President Donald Trump claimed that his deadly strikes on “narco-terrorist” vessels were justified because “drugs killed 300,000 Americans last year.”
Trump has cited similarly high figures on U.S. drug deaths before and reinforced the claim following the administration’s latest attack off the coast of Colombia on an alleged drug-carrying vessel, killing two people on board.
“We’re allowed to do that, and if we do by land, we may go back to Congress, but we have, this is a national security problem,” Trump said Wednesday during an Oval Office press conference when asked by a reporter if his administration had the authority.
“They killed 300,000 people last year,” the president claimed without presenting his evidence for the figure. “Drugs, these drugs coming in, they killed 300,000 Americans last year, and that gives you legal authority.”
But critics have pointed out that Trump’s math on the number of drug deaths in the U.S. doesn’t add up.
The number of Americans who died due to a drug overdose in the last year, while still high, was approximately 75,000, according to provisional data from the Centers for Disease Control and Prevention’s National Center for Health Statistics.
In September, while he didn’t specify he was referring to Americans, Trump told a reporter that “300 million people died from drugs last year” after he was quizzed about Venezuela. The U.S. population is about 340 million.
Tuesday’s operation, announced by Defense Secretary Pete Hegseth, brings the death toll from the administration’s campaign to more than 30, as the United States declares itself at war with drug cartels in an expanding military campaign across South America.
During an October 15 press conference, Trump also claimed without evidence that every boat his administration takes out “saves 25,000 American lives.”
“So every time you see a boat and you feel badly you say, ‘Wow, that’s rough.’ It is rough, but if you lose three people and save 25,000 people…” the president said.
Drug experts, however, told the Poynter Institute’s PolitiFact that “there is no way of knowing” how many lives are saved as a result of the administration’s drug interception efforts.
“We don’t have any method I’m aware of for translating drug seizure data into any measure of overdose deaths averted,” Johns Hopkins University health policy expert Alene Kennedy-Hendricks told the nonprofit.
“Even if the boats were carrying 25,000 lethal drug doses each, that doesn’t mean that destroying them saved 125,000 lives,” the organization reasoned.
The Trump administration’s latest strike — believed to be the eighth attack since September — raises the death toll from the administration’s attacks to at least 34 people, who Hegseth compared to the terror group behind 9/11.
Critics have argued the campaign amounts to illegal extrajudicial killings, while members of Congress and civil rights groups are pressing the administration for evidence and the legal memos shared among White House officials to justify the attacks.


▶ [WHAT YOU WILL DO]: Reproduce the records below exactly, but leave their pictures out of the copy.

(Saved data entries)
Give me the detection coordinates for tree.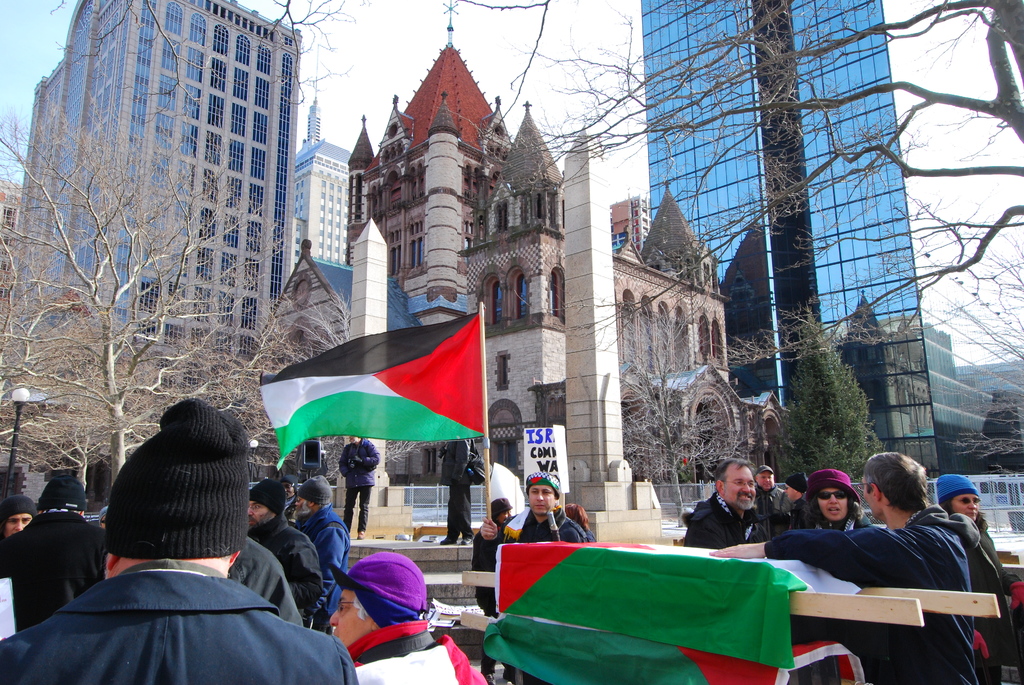
(x1=0, y1=101, x2=351, y2=503).
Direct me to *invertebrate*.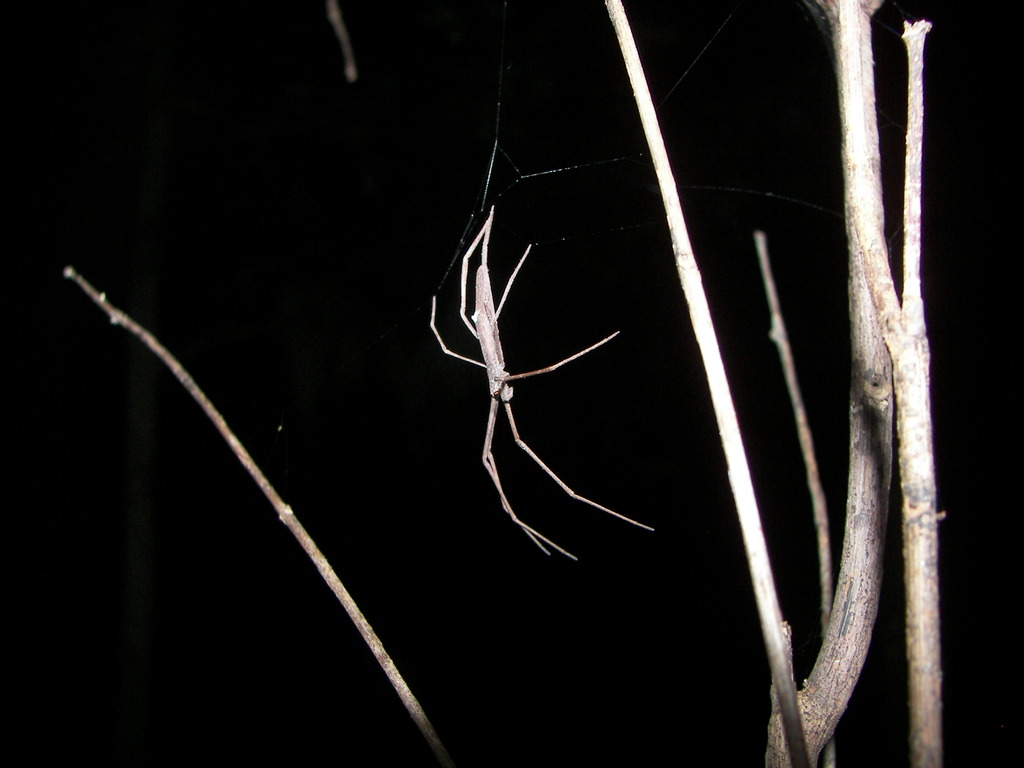
Direction: 423/97/652/561.
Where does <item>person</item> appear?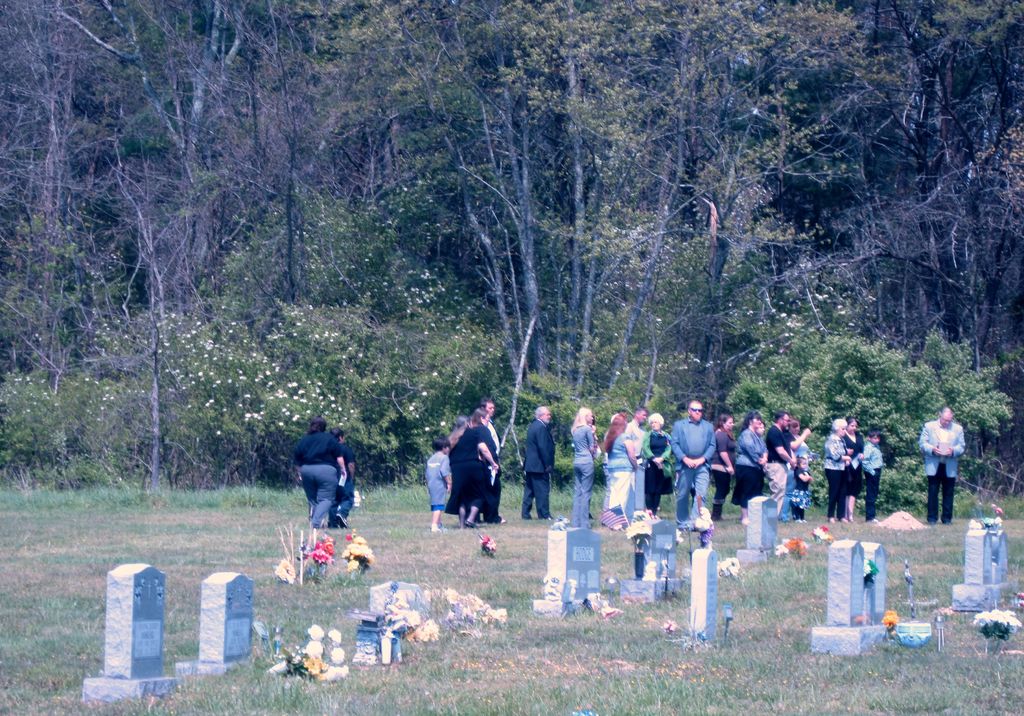
Appears at 329,426,356,525.
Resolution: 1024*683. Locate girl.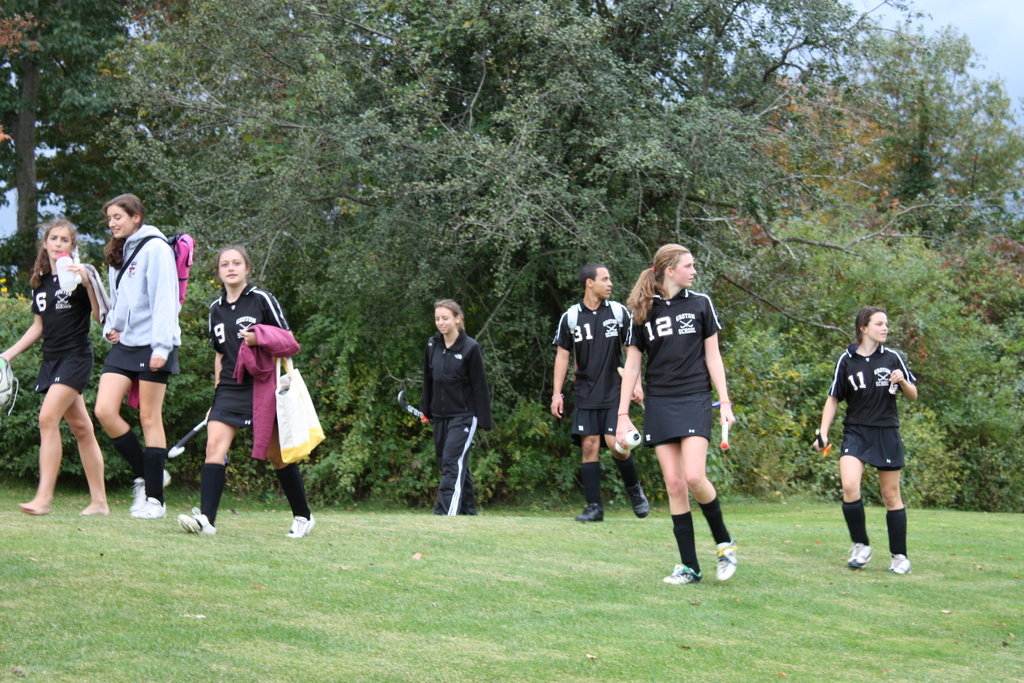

▶ [TASK RESULT]:
Give me the detection coordinates for tree.
(x1=0, y1=101, x2=351, y2=503).
Direct me to *invertebrate*.
Direction: 423/97/652/561.
Where does <item>person</item> appear?
Appears at 329,426,356,525.
Resolution: 1024*683. Locate girl.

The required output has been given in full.